The dynamic that the Poppers create is one where both “often disagree publicly about course material, frequently interpreting it in different ways,” Frank explained. “Early in the course, we tell students this will happen, then disagree deeply but civilly in front of them, sometimes about quite central matters, and the course goes on perfectly nicely.”

“When one of us is tired or flat, we can spell each other. Sometimes when one of us simply can’t answer a question, the other can,” he added. 

Being a fellow academic makes Deborah Nord appreciate her husband’s work and share his appetite for intellectual discussion. “Even if we weren’t teaching in the same place, we would share ideas and have a very good understanding of each other’s work,” she said.

Burton Malkiel admits to relying on his wife to help him improve his articles and books. “I don’t write anything that she doesn’t go over with a red pen and improve dramatically because she herself is an extremely clear writer,” he said.

Knowing Princeton as an institution can also help the couples understand day-to-day challenges.

“When you talk in the evening about what was new in your day, there’s clearly a much deeper understanding,” Burton said. “There’s a kind of frame of reference that I think helps [create] an understanding of what the issue might be.”

Deborah Nord offered similar sentiments. “We are both working at an institution, so we can share each other’s institutional life whether it be intellectually, socially or gossip,” she said.

Griffith said that, since they attend departmental faculty meetings together, she and Schmidt have a great deal of understanding about work issues.

“We’re always interested in each other’s work,” Griffith said.

Family time

Though there is much benefit in staying close throughout the workday, too much of a Princeton focus can also be overbearing. “On the positive side, we’re never bored when we have stories to tell,” Griffith said. “On the downside, it can threaten to take everything over.”

Griffith emphasized the importance of her children to balancing her family’s dynamic. “When we leave work, our lives are about family,” she said. “I think that that separation is for us essential.
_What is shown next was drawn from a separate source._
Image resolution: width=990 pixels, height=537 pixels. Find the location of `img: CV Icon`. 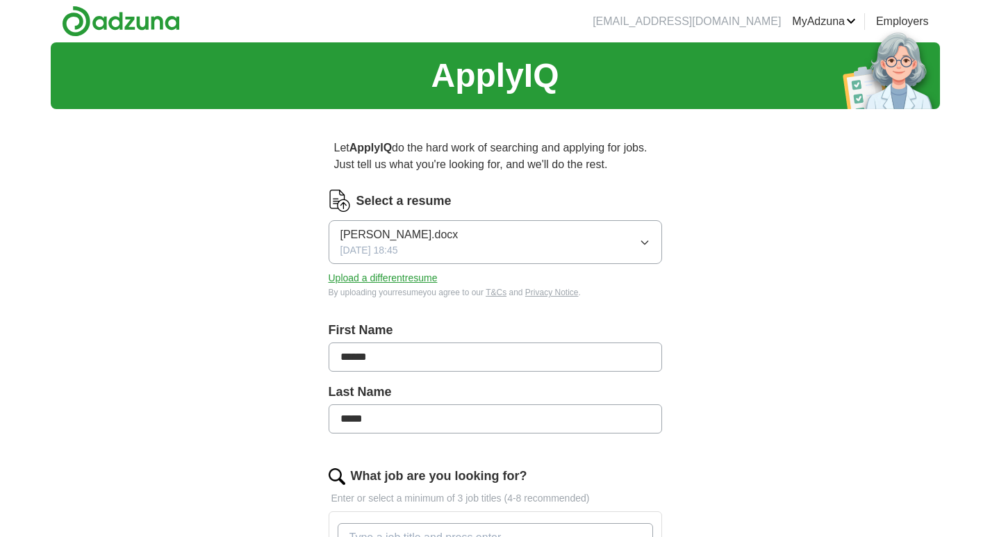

If all we had was our work, it might be overwhelming to live with someone whose life overlaps [with] yours so much.”

Gene Grossman echoed Griffith’s thoughts. Though he appreciates that he and Jean can have “a common language for some jargon or concepts that we use for thinking about the world,” sometimes there can be too much focus on their shared academic field.

“There are also times when you want your spouse to be a spouse and not an economist ... you just want support and not criticism,” Grossman said.
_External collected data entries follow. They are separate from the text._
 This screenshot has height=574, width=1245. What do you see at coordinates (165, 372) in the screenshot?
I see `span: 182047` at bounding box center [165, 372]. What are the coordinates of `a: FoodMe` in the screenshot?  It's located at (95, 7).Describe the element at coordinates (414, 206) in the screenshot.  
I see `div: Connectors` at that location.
He added that he and his wife were careful to limit their economics discussions around their kids lest they pigeonhole their two daughters into the same profession.

Perks of proximity

Working with a spouse can have other unforeseen impacts on a professor’s life. Gene and Jean Grossman frequently get each other’s e-mails, and when Gene wrote an op-ed for The Daily Princetonian, the byline mistakenly credited Jean.

Nancy Malkiel also knows that in case she needs to leave the office, she can always rely on Burton to come and walk her Schnauzer Skipper. Even the secretary and Public Safety at West College have come to expect Burton being charged with “Skipper duty,” he said.

Griffith and Schmidt always know they’ll see each other at late-afternoon receptions in the department and that they may even share the same students. “We sometimes have graduate and undergraduate students who take our classes,” Griffith said.

Amusing mishaps and occasional overbearing exposure aside, most couples are very positive about their shared experience.

The Nords’ offices are only 100 yards apart, and Philip likes to escape to relax and eat the chocolates in Deborah’s office, which he calls an “oasis.”

“Princeton is an extremely supportive institution for faculty couples,” Griffith said.

“It’s wonderful to share a life that is made up of such related parts. We both get to live in the same house, work at a wonderful institution that’s a five or 10 minute drive away. That’s a real gift when you’re an academic. Not to have to commute between two institutions and to both have wonderful jobs at the same place is just a wonderful gift,” Nancy Malkiel said.